Work request: In your copy of the data below, reproduce every entry exactly and omit the pictures.

Supplied records Start Marker

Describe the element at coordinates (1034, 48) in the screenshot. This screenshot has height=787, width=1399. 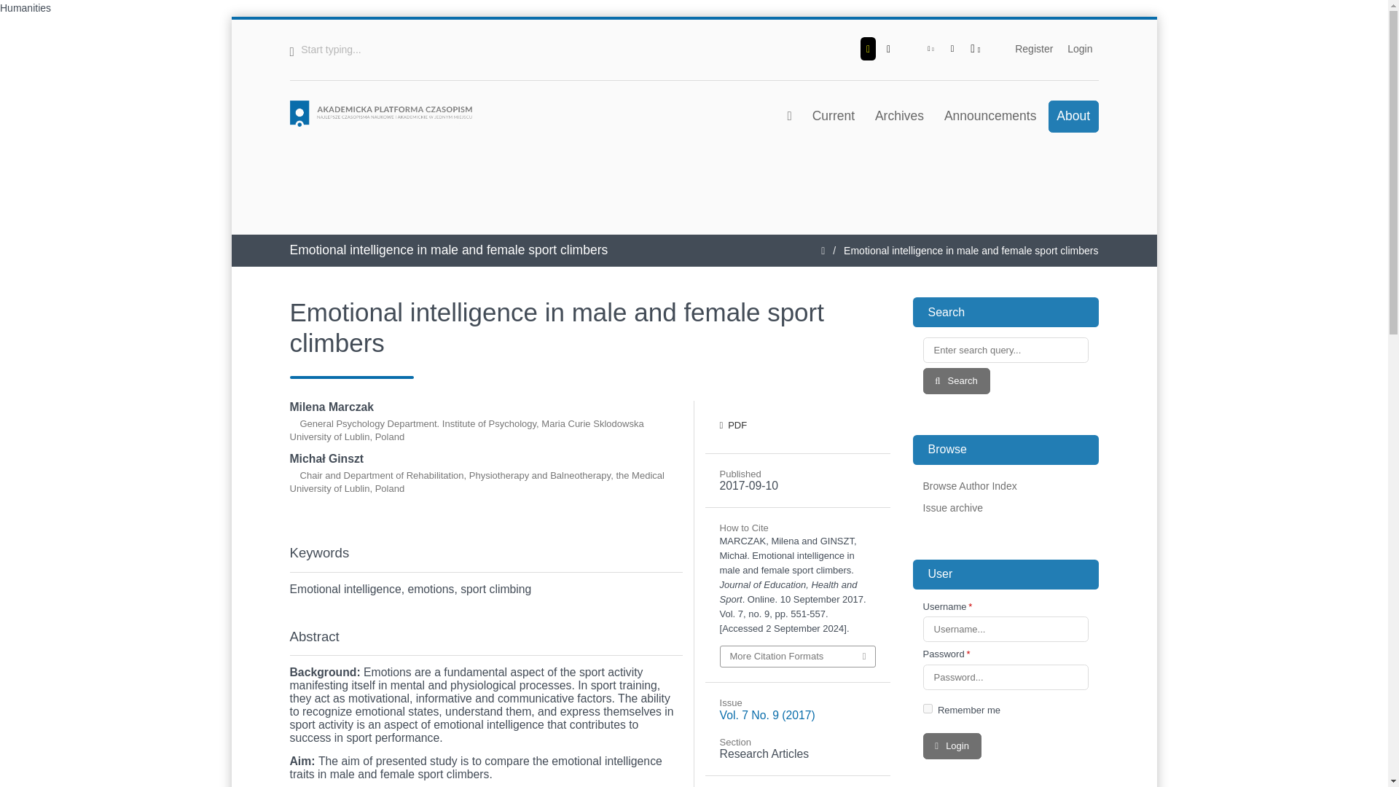
I see `Register` at that location.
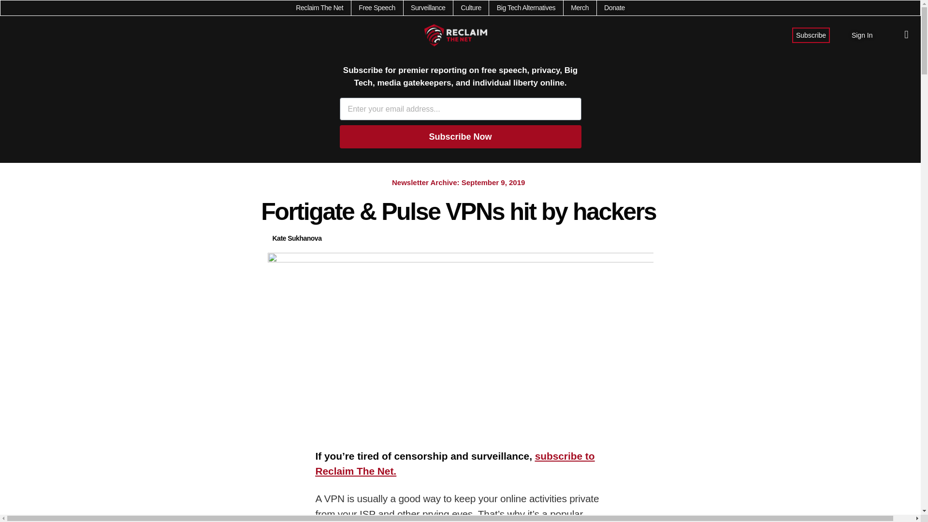 The image size is (928, 522). I want to click on subscribe to Reclaim The Net., so click(455, 463).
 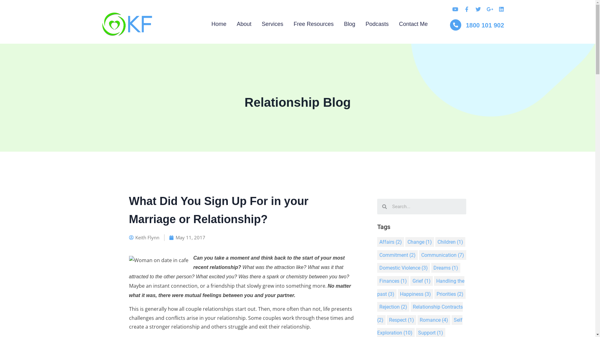 What do you see at coordinates (393, 281) in the screenshot?
I see `Finances (1)` at bounding box center [393, 281].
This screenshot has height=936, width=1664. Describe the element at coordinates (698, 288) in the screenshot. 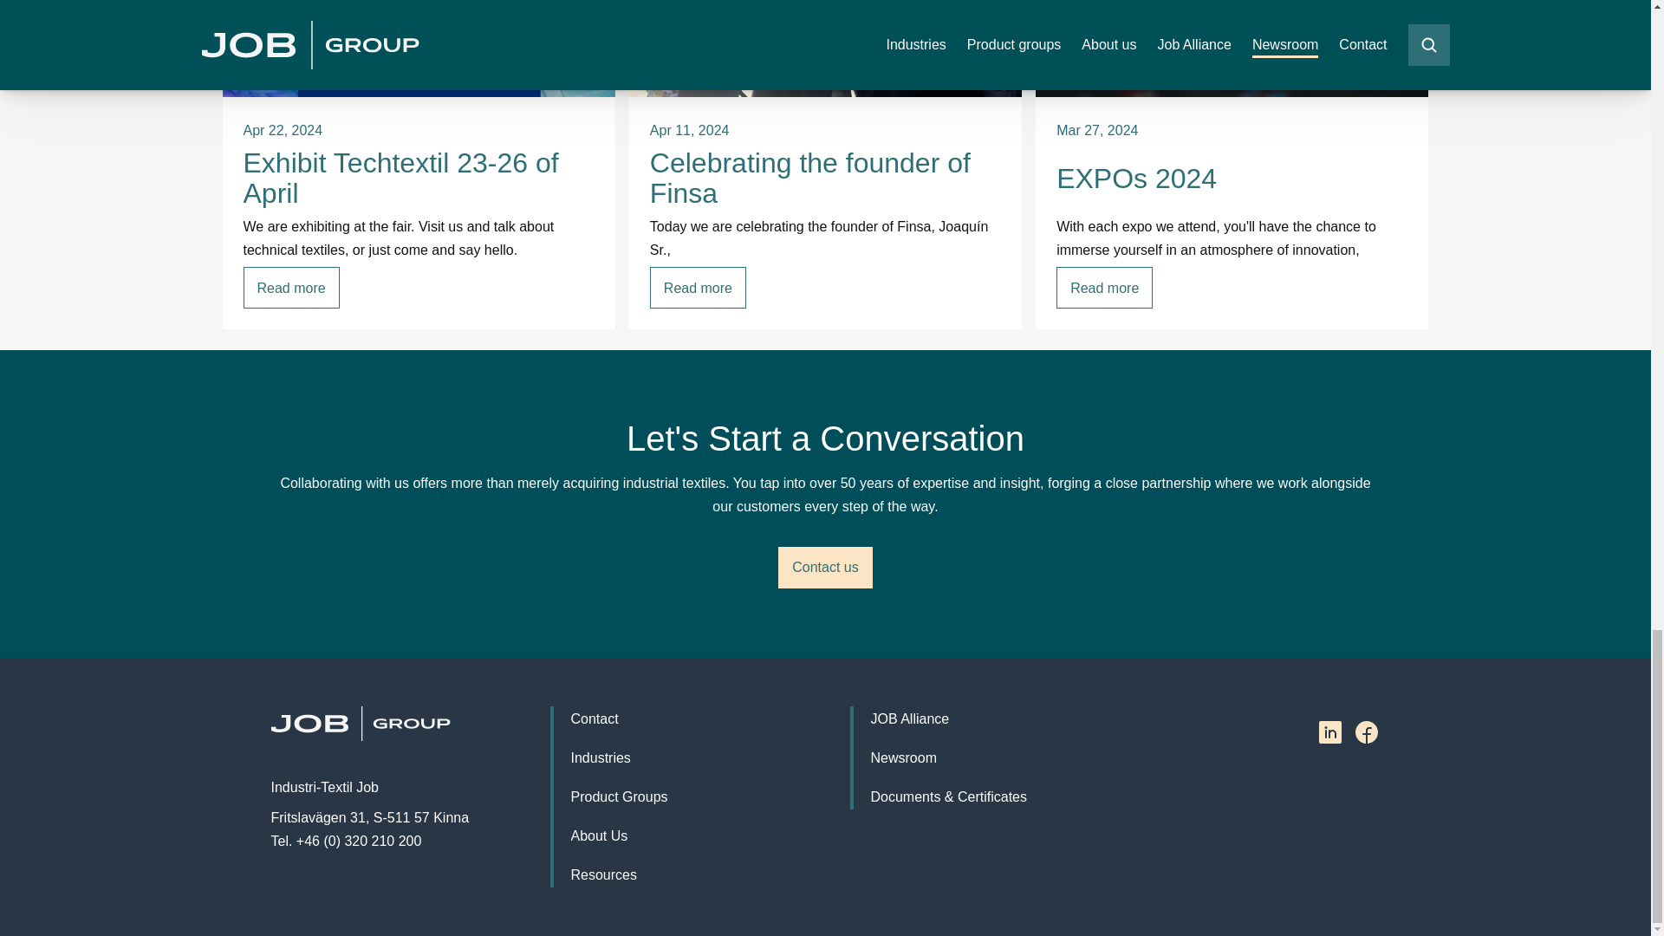

I see `Read more` at that location.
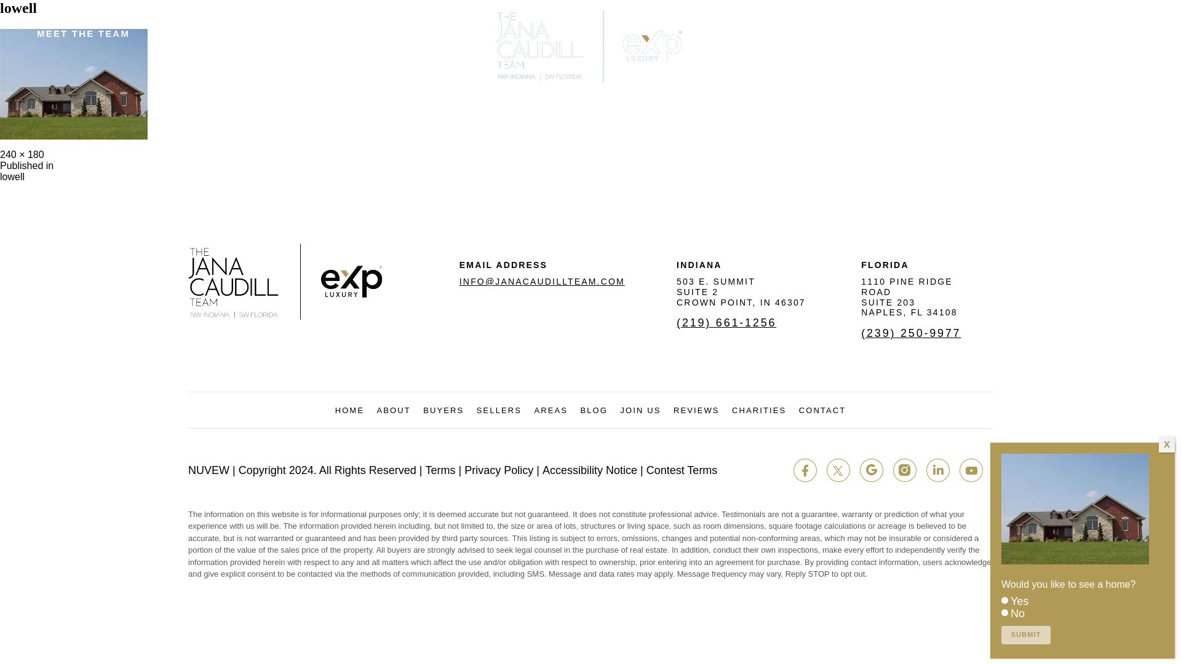 This screenshot has width=1181, height=664. Describe the element at coordinates (1127, 33) in the screenshot. I see `SELL YOUR HOME` at that location.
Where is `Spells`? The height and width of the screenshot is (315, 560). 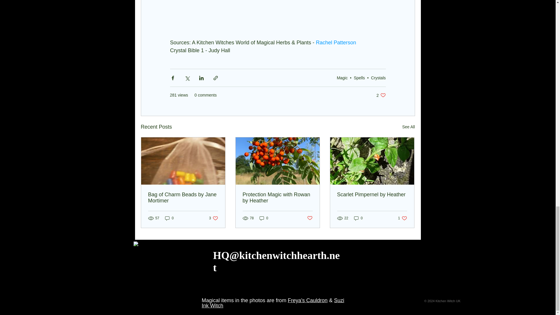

Supplied records End Marker

Answer box:
Describe the element at coordinates (1034, 48) in the screenshot. This screenshot has height=787, width=1399. 
I see `Register` at that location.
 The image size is (928, 522). I want to click on subscribe to Reclaim The Net., so click(455, 463).
  What do you see at coordinates (393, 281) in the screenshot?
I see `Finances (1)` at bounding box center [393, 281].
This screenshot has height=936, width=1664. Describe the element at coordinates (698, 288) in the screenshot. 

I see `Read more` at that location.
 This screenshot has width=1181, height=664. Describe the element at coordinates (1127, 33) in the screenshot. I see `SELL YOUR HOME` at that location.
Where is `Spells`? The height and width of the screenshot is (315, 560). 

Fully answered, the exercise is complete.